I want everyone to be monsters. I want the world to be made up of monstrous individuals, monstrous communities, and monstrous systems of support, care, expression, and invention.

Oftentimes, monsters are defined as evil, depraved, inhuman, or animalistic beings by a dominant culture that characterizes them as such. These frameworks that rationalize a person or people as ‘bad’ have been used for time immemorial to justify the oppression of some for the benefit of others - the oppressors. When we fear monsters, we do so because they show us the things that we don’t want to see. They expose what is ‘supposed’ to remain hidden. The word monster comes in part from the latin verb ‘monstrare’ - to show, and also from ‘monere’ - to remind, admonish, warn, and instruct. In this sense, to be a monster is to reveal and protest something. The fact that monsters are also characterized as ‘abnormal’ and ‘abominations’ suggests something about what the “monster” is revealing, and who they are protesting. Monsters go against what is ‘supposed’ to be, and in doing so expose our assumptions and presumptions.

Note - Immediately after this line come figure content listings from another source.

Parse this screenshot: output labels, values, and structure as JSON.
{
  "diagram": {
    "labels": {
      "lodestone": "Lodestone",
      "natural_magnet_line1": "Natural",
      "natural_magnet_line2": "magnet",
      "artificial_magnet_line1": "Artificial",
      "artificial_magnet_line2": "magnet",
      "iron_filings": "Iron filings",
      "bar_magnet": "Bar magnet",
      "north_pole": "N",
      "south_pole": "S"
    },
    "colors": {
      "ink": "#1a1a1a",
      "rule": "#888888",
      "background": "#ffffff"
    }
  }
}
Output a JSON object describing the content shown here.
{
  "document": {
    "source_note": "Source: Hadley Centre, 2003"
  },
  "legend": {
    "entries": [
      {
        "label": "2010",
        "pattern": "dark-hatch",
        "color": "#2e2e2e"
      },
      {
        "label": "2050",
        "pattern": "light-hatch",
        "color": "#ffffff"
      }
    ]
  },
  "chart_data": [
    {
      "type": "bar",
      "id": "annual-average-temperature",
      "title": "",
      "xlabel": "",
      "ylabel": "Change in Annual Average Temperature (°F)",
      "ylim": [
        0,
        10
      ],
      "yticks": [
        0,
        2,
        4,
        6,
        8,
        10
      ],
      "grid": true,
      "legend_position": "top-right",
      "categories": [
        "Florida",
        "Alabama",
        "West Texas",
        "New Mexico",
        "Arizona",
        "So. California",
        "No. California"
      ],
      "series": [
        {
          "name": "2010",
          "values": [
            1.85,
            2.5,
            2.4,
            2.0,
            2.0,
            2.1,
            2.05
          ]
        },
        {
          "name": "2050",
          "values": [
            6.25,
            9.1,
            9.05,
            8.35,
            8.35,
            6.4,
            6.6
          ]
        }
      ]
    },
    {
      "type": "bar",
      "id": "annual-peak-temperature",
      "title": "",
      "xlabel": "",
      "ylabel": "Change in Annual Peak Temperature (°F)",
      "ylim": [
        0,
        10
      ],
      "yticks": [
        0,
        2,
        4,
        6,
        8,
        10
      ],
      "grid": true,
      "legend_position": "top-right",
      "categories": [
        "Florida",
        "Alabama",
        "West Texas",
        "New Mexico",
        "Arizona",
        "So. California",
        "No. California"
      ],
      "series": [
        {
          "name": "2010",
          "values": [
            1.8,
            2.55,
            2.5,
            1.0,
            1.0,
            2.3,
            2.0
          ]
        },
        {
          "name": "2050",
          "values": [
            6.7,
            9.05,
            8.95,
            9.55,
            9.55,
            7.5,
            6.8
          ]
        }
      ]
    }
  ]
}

I want a reclamation, a new ownership of these characteristics that have long been villainized, and that often represent the best of us. To be a monster is to be outspoken, to challenge the status quo, to engender healing, to be a part of a greater community, and to be what it is natural for you to be (mythological figures worldwide provide examples - Baubo, witches, selkies, etc). These natural powers have been suppressed at the behest of dominant cultures and systems than require our complicity as villains and victims. Instead, let us be monsters, with bared teeth and sharp claws, and tear down what we’ve been told is ‘supposed to be,’ instead creating a new, monstrous world.